By David Barwick – FRANKFURT (Econostream) – Less than a week after the European Central Bank left rates unchanged and Christine Lagarde stressed uncertainty, the ECB president on Wednesday sounded somewhat more hawkish.
With the next ECB rate decision more than a month off, the key question is whether her rhetoric is evolving in a way consistent with greater willingness to keep tightening on the table. By that standard, we see her speech as the kind of escalation one would expect relative to last Thursday’s press conference: still cautious and noncommittal, but more concrete about the intellectual and communicative groundwork that might underpin a hike.
On March 19, Lagarde said the Iran conflict had made the outlook “significantly more uncertain” and would have a “material impact” on near-term inflation; the Governing Council would assess the incoming information meeting by meeting without pre-committing to a rate path. That was enough to leave April wide open, but it was more the language of watchfulness than preparation.
With the underlying shock persisting and any eventual April move still likely to be signaled only gradually, Lagarde used Wednesday’s speech to lay out an escalation ladder for how the ECB should react to an energy shock.

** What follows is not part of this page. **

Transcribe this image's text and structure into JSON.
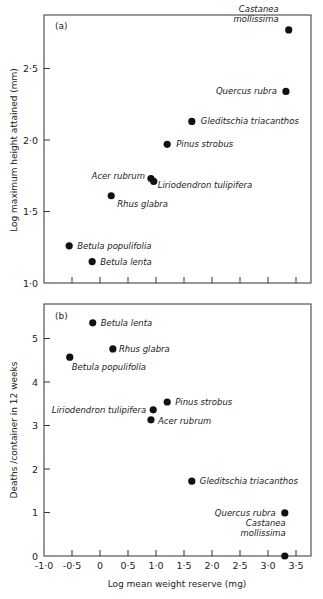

She explicitly said that as deviations from target grow “larger and more persistent,” the case for action becomes stronger; that a large but not-too-persistent overshoot could justify “some measured adjustment”; and that a significant, persistent deviation would require a “forceful or persistent” response.
In other words, she explained in considerable detail why a central bank should not simply sit on its hands if the inflationary consequences of the shock broaden. Her warning that “to leave such an overshoot entirely unaddressed could pose a communication risk” was especially telling because it implied that delay can also entail costs.

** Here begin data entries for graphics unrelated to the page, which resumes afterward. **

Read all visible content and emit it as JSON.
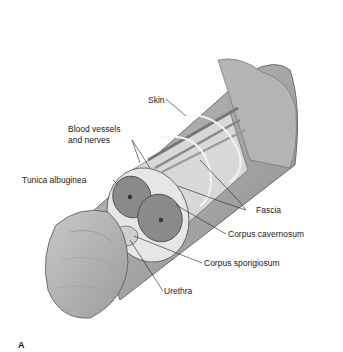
{
  "figure": {
    "panel_label": "A",
    "labels": {
      "skin": "Skin",
      "blood_vessels_line1": "Blood vessels",
      "blood_vessels_line2": "and nerves",
      "tunica_albuginea": "Tunica albuginea",
      "fascia": "Fascia",
      "corpus_cavernosum": "Corpus cavernosum",
      "corpus_spongiosum": "Corpus spongiosum",
      "urethra": "Urethra"
    }
  }
}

Also important was the shift in tone around persistence. At the press conference, Lagarde spoke in the standard conditional language of monitoring. Today, she argued that the current disruption was the largest “in the history of the global oil market”; warned that “the likelihood of a quick normalization is diminishing”; noted that “[a] further cliff edge is also approaching” as “the full impact of lost supply is only about to be felt”; and stressed that firms and workers might react faster this time because the memory of high inflation is still fresh.

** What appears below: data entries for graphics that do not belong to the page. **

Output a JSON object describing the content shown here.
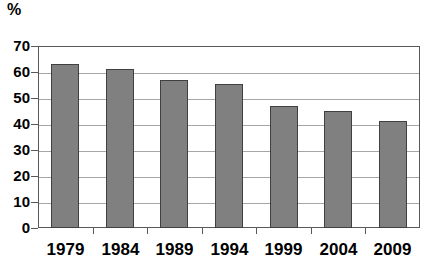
{
  "chart_data": {
    "type": "bar",
    "title": "",
    "subtitle": "",
    "unit_label": "%",
    "xlabel": "",
    "ylabel": "%",
    "categories": [
      "1979",
      "1984",
      "1989",
      "1994",
      "1999",
      "2004",
      "2009"
    ],
    "values": [
      63,
      61,
      57,
      55.5,
      47,
      45,
      41
    ],
    "series": [
      {
        "name": "",
        "values": [
          63,
          61,
          57,
          55.5,
          47,
          45,
          41
        ]
      }
    ],
    "ylim": [
      0,
      70
    ],
    "ytick_step": 10,
    "ytick_labels": [
      "70",
      "60",
      "50",
      "40",
      "30",
      "20",
      "10",
      "0"
    ],
    "ytick_values": [
      70,
      60,
      50,
      40,
      30,
      20,
      10,
      0
    ],
    "grid": true,
    "grid_orientation": "horizontal",
    "legend": false,
    "legend_position": "none",
    "bar_color": "#808080",
    "bar_border_color": "#404040",
    "grid_color": "#a6a6a6",
    "frame_color": "#595959",
    "text_color": "#000000",
    "background_color": "#ffffff",
    "annotations": []
  }
}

To be sure, she devoted substantial space to why this episode might prove less inflationary than 2022. The initial shock has so far been smaller, the macro backdrop is more benign, policy is no longer highly accommodative, and weaker confidence could help limit pass-through.
But those caveats look less like a softening of the message than like the academic rigor expected in a keynote speech at this type of conference, and like the necessary escape hatches of a policymaker who was not going to trap the ECB in a single narrative five weeks before a meeting.
The absence of an overt April signal was thus a given, not evidence that prospects for a hike at the end of next month are fading. At this stage, Lagarde needs to ensure that, if the geopolitical situation fails to improve and the shock continues to look persistent, a move on April 30 will not come as a conceptual shock. Wednesday’s speech served exactly that purpose.
Her insistence that the ECB can change policy “at any meeting” was therefore less a routine recitation of meeting-by-meeting doctrine than a reminder that the Governing Council has deliberately preserved flexibility precisely for situations like this one, and that flexibility is there to be used.
Lagarde’s closing insistence that the ECB would not be “paralyzed by hesitation” fit the broader message: the Governing Council is not ready to prejudge its response to the shock, but neither is it signaling any reluctance to act if the facts warrant it.
None of this means an April hike is now the base case, and it is not yet ours. But by our reading, the direction of travel in Lagarde’s communication is toward preserving and preparing the hike option, not away from it.